Despite many recent advances in cancer detection and treatment, more than half a million U.S. cancer patients die from their disease each year. Unfortunately, substantial societal, health care system, provider, and patient barriers prevent these individuals from obtaining optimal end-of-life care, according to a literature review supported in part by the Agency for Healthcare Research and Quality (HS08395). K. Robin Yabroff, Ph.D., M.B.A., Jeanne S. Mandelblatt, M.D., M.P.H., and Jane Ingham, of the Lombardi Cancer Center at Georgetown University identified and reviewed the barriers to optimal end-of-life care for cancer patients.

The researchers found that societal attitudes towards cancer and death and the medicalization of end-of-life care impede optimal end-of-life care for cancer patients. System barriers range from cost-containment efforts and fragmented coverage of end-of-life care by insurers to increased reliance on informal caregiving by family and friends, regulatory restrictions on pain management, and lack of coordinated end-of-life services. Provider barriers include poor provider-patient communication, delayed referrals to specialists or hospice care, limited ability to recognize and treat common symptoms of advanced cancer, and lack of training in palliative care.

Key patient-level barriers include the patients' inability to confront death, reluctance to accept the sick role, fear of side effects or becoming addicted to pain medications, and the lack of health insurance or inadequate coverage.

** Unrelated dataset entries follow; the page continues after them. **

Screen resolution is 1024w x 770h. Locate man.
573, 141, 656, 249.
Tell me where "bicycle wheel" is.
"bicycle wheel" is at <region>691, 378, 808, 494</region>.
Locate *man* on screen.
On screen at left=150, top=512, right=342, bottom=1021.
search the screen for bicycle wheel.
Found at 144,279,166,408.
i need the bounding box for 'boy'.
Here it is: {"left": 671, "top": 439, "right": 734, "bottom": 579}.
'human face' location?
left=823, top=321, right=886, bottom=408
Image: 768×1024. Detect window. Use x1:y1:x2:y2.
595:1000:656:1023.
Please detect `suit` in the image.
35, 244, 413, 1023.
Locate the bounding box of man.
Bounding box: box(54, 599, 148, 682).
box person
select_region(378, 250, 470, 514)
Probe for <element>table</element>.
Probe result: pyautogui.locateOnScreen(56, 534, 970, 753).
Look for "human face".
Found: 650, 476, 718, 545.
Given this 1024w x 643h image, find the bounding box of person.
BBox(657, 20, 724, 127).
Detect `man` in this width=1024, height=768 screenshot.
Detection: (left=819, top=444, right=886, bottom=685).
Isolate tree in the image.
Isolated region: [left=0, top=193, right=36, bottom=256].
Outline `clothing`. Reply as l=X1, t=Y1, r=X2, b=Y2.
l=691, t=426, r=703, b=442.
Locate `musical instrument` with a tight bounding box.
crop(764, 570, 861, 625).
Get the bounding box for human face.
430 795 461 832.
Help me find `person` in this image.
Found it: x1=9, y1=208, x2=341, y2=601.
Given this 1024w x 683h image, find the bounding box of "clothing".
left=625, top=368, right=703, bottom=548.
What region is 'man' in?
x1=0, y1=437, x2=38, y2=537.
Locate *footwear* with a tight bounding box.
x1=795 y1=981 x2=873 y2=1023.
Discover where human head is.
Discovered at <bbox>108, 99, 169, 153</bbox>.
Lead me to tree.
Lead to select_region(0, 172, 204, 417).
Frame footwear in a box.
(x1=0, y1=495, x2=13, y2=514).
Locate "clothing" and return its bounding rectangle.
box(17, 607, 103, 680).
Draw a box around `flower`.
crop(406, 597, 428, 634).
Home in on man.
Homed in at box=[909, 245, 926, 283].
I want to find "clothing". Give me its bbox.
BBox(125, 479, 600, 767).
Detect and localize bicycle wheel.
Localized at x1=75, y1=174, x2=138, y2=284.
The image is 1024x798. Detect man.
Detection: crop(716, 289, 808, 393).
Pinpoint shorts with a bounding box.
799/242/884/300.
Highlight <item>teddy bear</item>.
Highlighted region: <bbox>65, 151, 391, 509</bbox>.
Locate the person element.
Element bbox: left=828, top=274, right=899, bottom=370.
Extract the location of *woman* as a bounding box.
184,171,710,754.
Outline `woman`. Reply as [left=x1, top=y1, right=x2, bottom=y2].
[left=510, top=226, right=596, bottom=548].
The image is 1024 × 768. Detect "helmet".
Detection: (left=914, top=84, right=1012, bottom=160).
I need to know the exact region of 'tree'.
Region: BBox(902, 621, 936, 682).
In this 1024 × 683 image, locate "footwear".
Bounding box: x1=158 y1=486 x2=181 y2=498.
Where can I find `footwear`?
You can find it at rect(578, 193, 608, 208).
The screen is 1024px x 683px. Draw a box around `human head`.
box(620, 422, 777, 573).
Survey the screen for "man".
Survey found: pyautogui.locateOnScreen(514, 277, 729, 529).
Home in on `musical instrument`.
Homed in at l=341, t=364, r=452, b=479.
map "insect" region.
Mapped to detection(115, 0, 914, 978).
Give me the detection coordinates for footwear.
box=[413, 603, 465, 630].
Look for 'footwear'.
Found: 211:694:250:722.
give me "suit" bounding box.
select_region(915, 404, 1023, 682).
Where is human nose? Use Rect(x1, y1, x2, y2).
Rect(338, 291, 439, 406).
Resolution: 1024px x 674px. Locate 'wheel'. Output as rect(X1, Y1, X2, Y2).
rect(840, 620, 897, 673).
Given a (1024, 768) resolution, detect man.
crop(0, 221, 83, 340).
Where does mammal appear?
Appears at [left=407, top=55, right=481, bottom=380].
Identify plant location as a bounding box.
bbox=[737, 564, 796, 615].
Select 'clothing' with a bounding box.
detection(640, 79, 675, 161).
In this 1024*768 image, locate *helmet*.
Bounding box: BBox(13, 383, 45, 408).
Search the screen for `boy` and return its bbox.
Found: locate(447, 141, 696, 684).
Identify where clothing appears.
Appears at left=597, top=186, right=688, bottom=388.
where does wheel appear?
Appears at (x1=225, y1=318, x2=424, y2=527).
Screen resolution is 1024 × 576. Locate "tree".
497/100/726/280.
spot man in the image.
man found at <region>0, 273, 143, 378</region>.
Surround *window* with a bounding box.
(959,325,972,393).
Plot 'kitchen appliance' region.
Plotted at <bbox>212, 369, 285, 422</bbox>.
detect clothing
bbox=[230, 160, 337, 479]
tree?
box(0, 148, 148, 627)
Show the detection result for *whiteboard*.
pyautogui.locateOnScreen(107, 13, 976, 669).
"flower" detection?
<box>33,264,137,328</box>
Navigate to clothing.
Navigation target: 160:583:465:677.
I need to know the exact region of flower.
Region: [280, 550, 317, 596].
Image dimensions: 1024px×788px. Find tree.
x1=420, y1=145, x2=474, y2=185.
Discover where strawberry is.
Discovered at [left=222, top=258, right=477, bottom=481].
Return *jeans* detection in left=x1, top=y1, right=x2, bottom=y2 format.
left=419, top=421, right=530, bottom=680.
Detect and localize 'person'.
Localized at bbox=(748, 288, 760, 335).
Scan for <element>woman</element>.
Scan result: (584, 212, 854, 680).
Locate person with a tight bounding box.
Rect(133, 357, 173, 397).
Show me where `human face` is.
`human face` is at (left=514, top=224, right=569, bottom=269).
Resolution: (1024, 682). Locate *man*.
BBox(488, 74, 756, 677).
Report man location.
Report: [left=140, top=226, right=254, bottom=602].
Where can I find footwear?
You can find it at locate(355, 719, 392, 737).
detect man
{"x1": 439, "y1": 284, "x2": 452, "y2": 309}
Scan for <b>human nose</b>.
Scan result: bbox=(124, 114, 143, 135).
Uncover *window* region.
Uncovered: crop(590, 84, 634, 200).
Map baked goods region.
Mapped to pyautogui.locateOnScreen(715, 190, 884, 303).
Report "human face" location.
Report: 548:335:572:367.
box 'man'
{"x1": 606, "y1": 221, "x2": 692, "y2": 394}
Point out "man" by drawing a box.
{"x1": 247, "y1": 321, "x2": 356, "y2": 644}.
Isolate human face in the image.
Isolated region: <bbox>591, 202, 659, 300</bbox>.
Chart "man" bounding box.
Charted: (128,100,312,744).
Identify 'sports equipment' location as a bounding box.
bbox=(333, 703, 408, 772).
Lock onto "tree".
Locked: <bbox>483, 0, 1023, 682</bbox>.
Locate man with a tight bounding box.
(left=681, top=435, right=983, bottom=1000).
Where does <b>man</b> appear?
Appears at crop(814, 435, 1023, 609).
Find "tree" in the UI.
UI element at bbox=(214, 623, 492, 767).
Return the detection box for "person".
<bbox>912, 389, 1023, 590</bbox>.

The researchers stress how important it is for physicians to communicate with patients and their families about prognosis and the risks and benefits of treatment, to develop clear and informed treatment goals that are consistent with patient and family goals of care, and to deliver services that are consistent with treatment goals and quality of life.

See "The quality of medical care at the end-of-life in the USA: Existing barriers and examples of process and outcome measures," by Dr. Yabroff, Ph.D., M.B.A., Dr. Mandelblatt, and Jane Ingham, M.B.B.S., in the April 2004 Palliative Medicine 18, pp. 202-216.

Editor's Note: Another AHRQ-supported study on a related topic found that mailing health care proxy and living will forms and literature to patients before an appointment at which their physicians received a reminder about advance directives yielded a small but significant improvement in completion of these documents.

See Heiman, H., Bates, D.W., Fairchild, D., and others (2004, September). "Improving completion of advance directives in the primary care setting: A randomized controlled trial." (AHRQ grant HS11046). American Journal of Medicine 117, pp. 318-324.